▶ [Task item] Give every entry below again, exactly as written, and skip the images.

──────────────────────────────

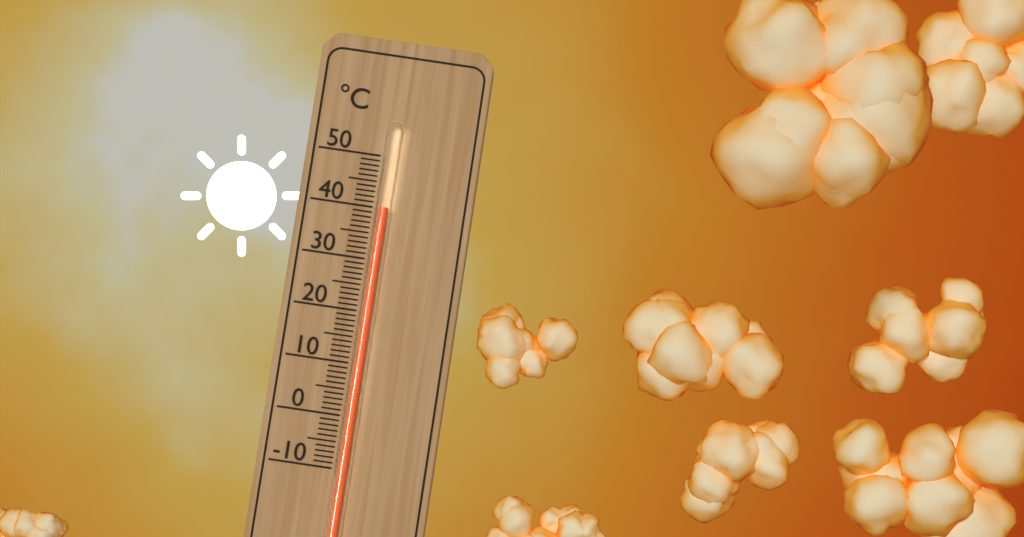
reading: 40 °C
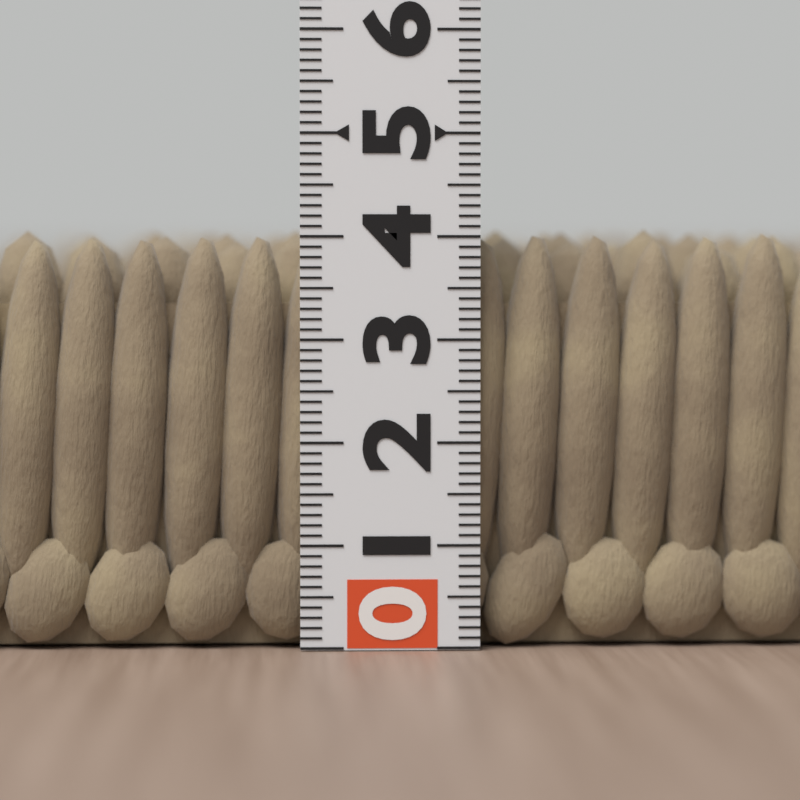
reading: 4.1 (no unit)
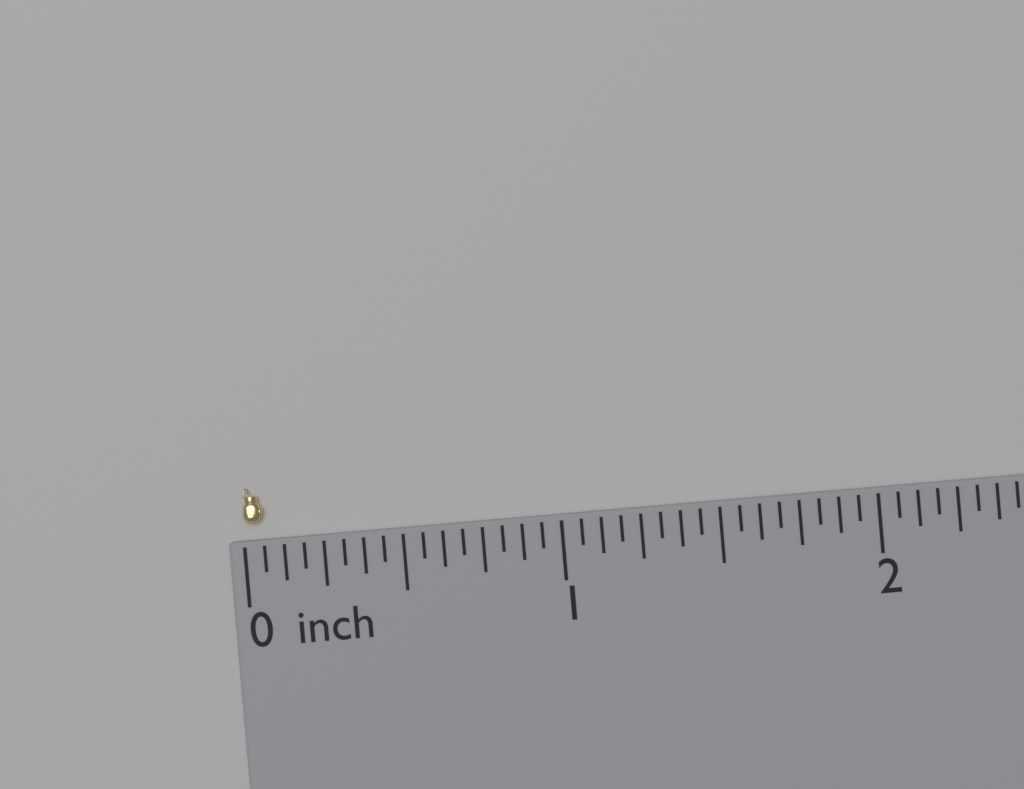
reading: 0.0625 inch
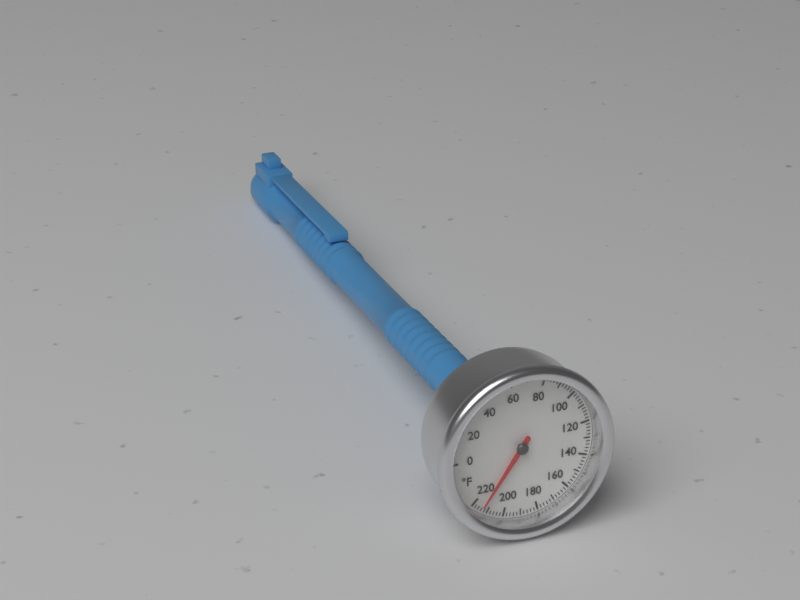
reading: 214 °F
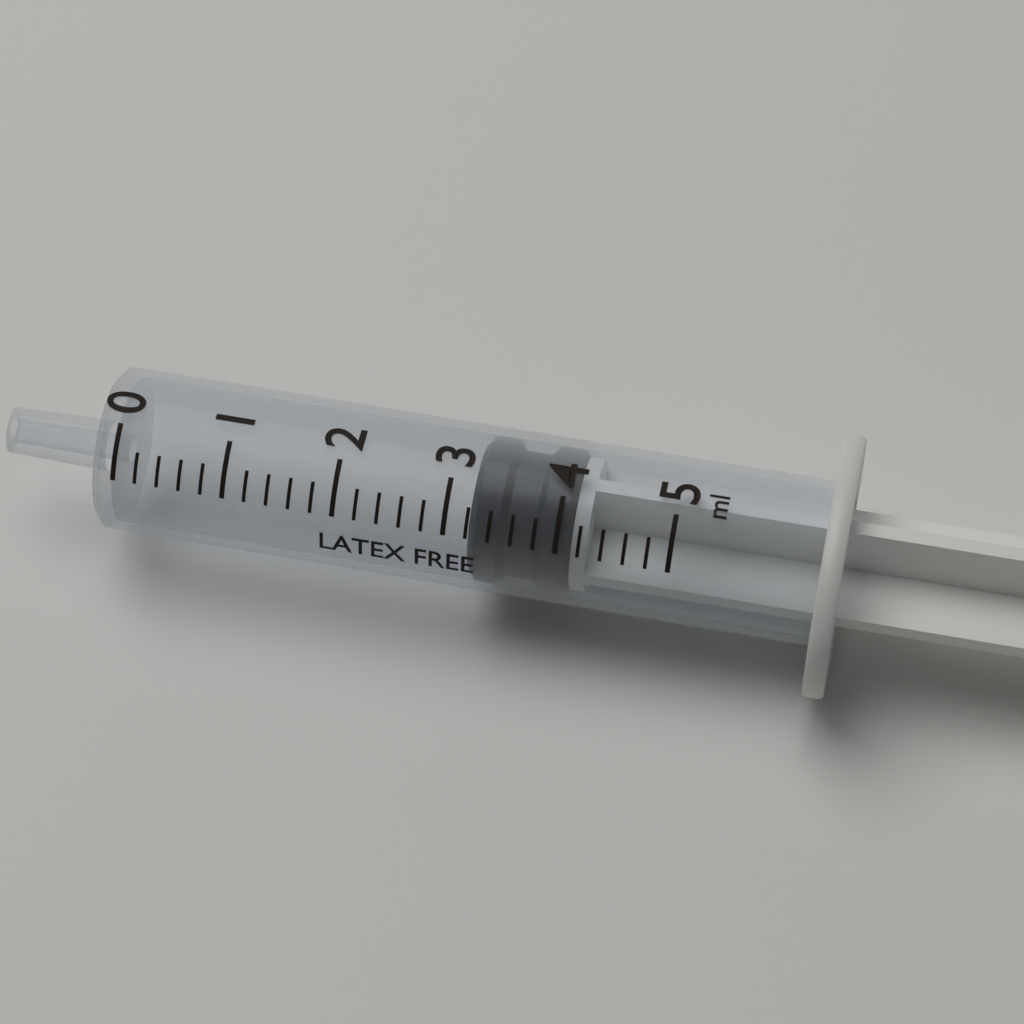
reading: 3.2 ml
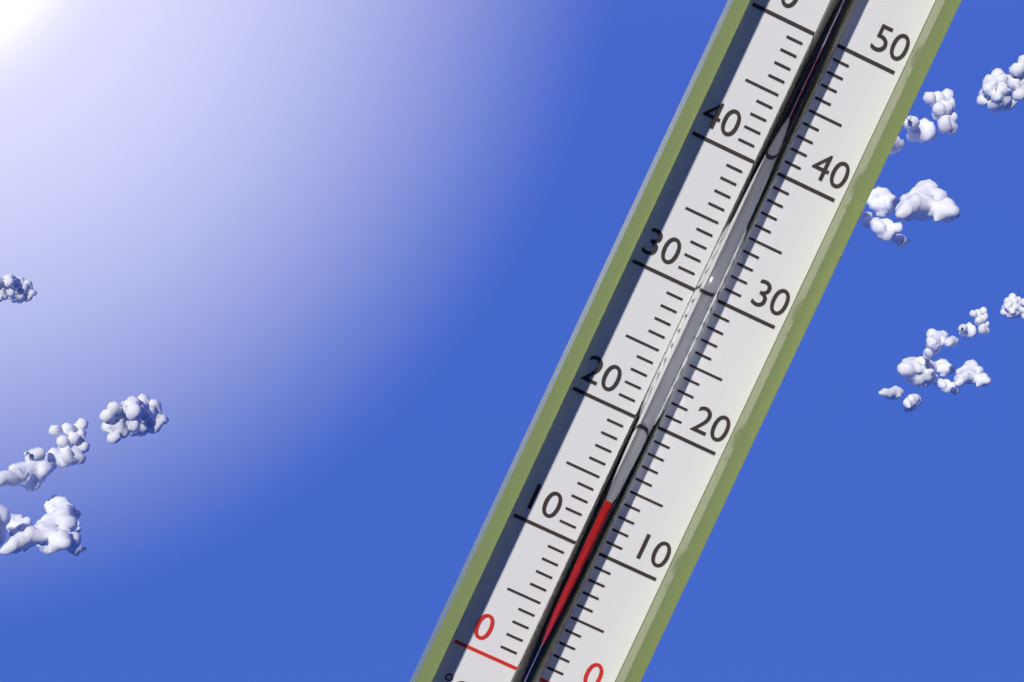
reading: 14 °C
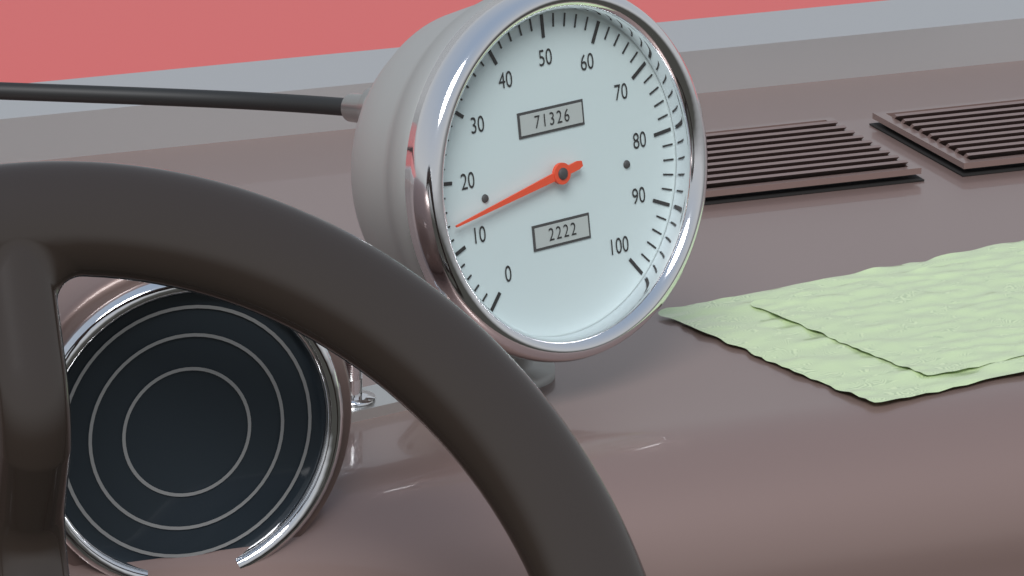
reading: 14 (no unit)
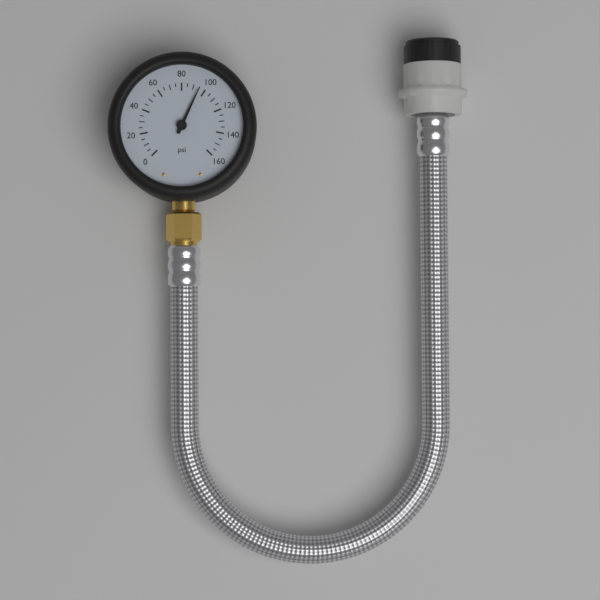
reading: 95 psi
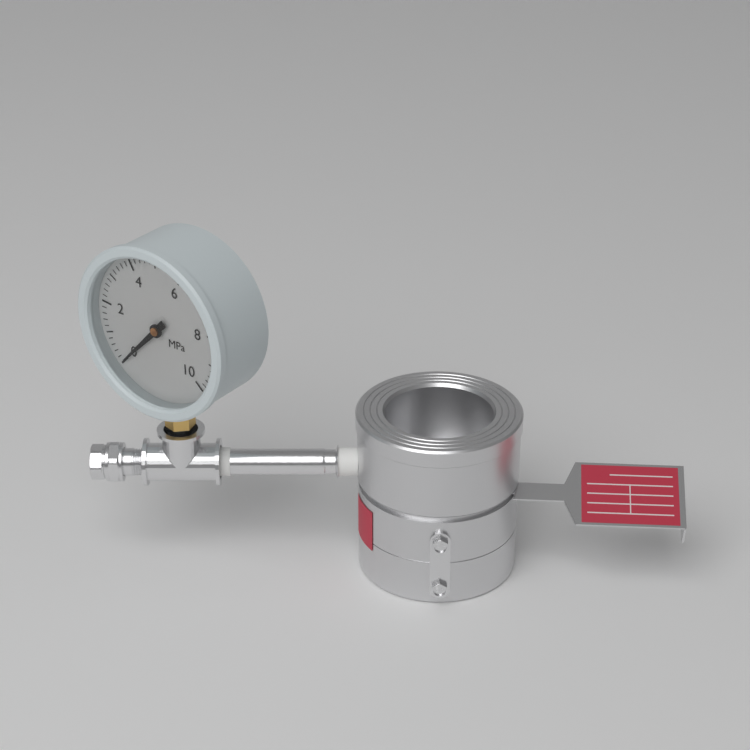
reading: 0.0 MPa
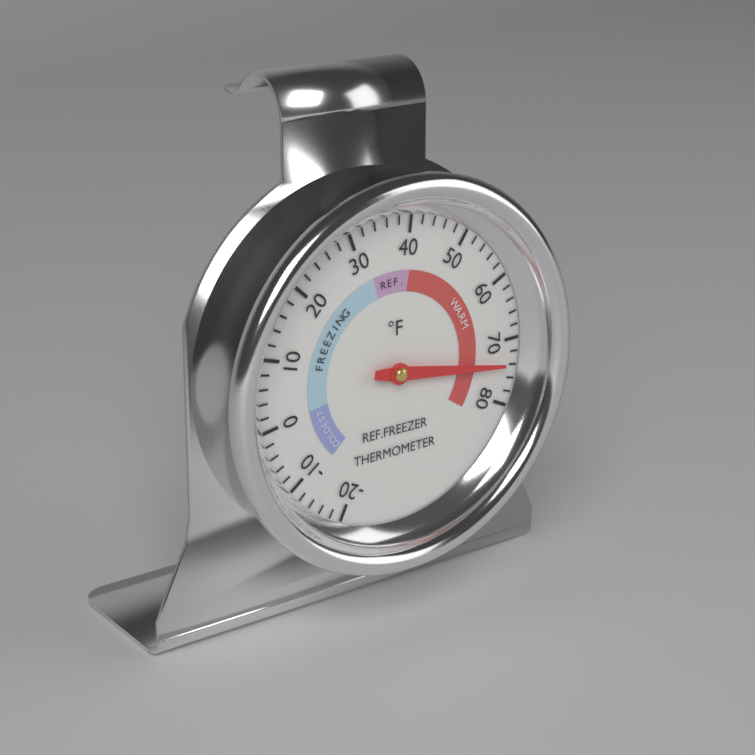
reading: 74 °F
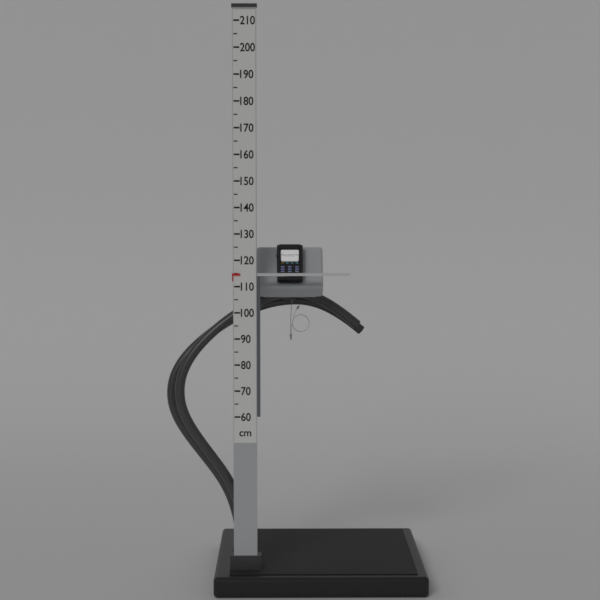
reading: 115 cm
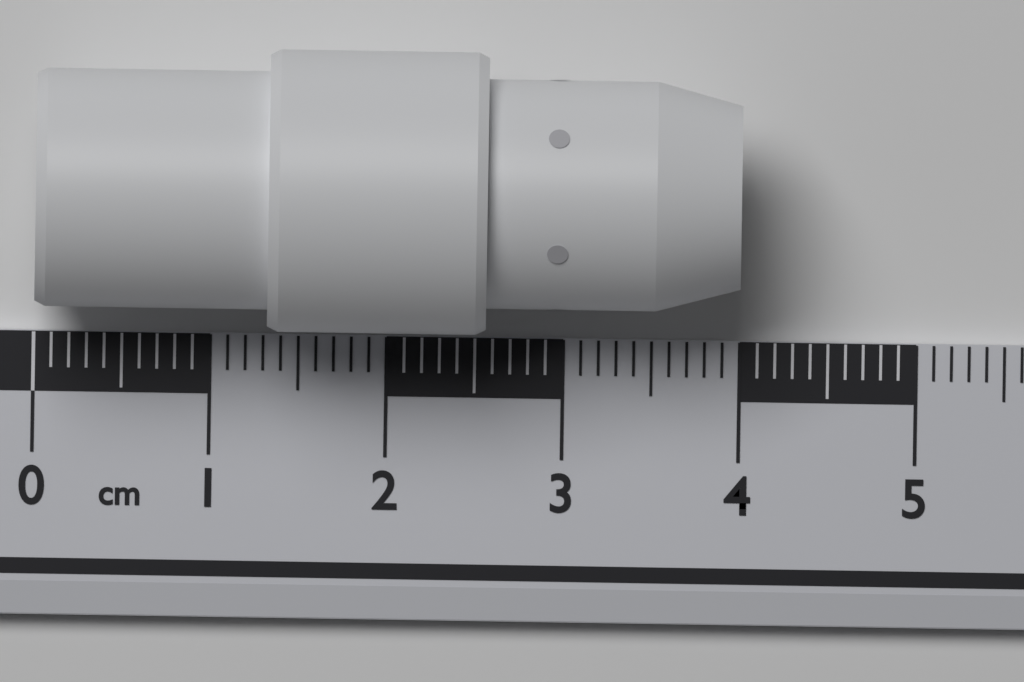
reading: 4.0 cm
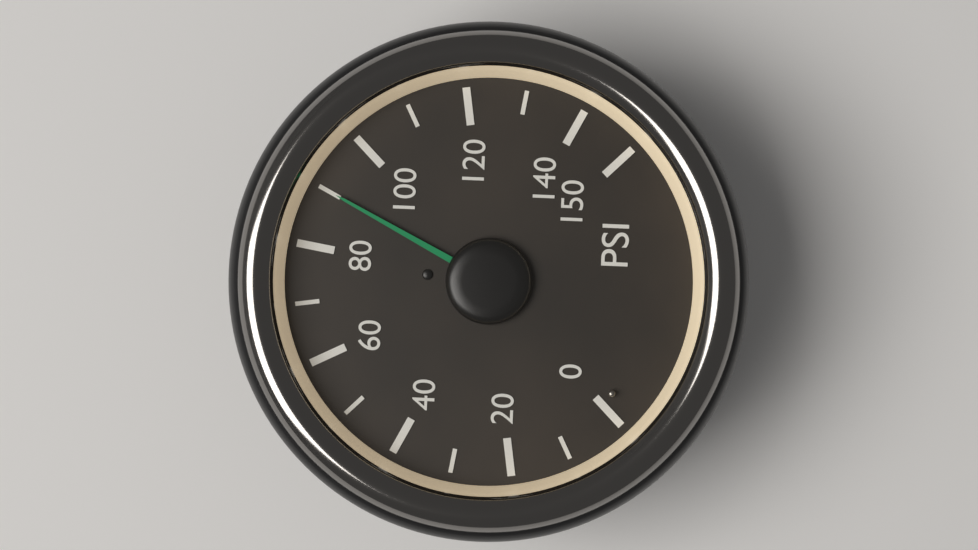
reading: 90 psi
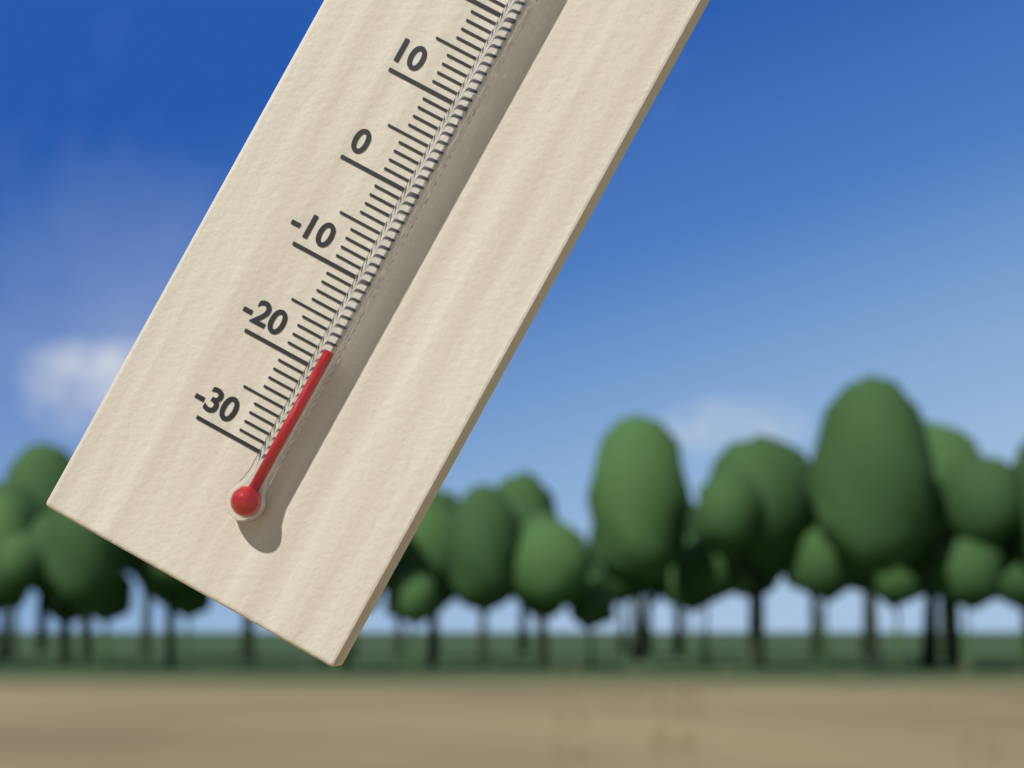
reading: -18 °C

──────────────────────────────

▶ [Task solution]
reading: 40 °C
reading: 4.1 (no unit)
reading: 0.0625 inch
reading: 214 °F
reading: 3.2 ml
reading: 14 °C
reading: 14 (no unit)
reading: 95 psi
reading: 0.0 MPa
reading: 74 °F
reading: 115 cm
reading: 4.0 cm
reading: 90 psi
reading: -18 °C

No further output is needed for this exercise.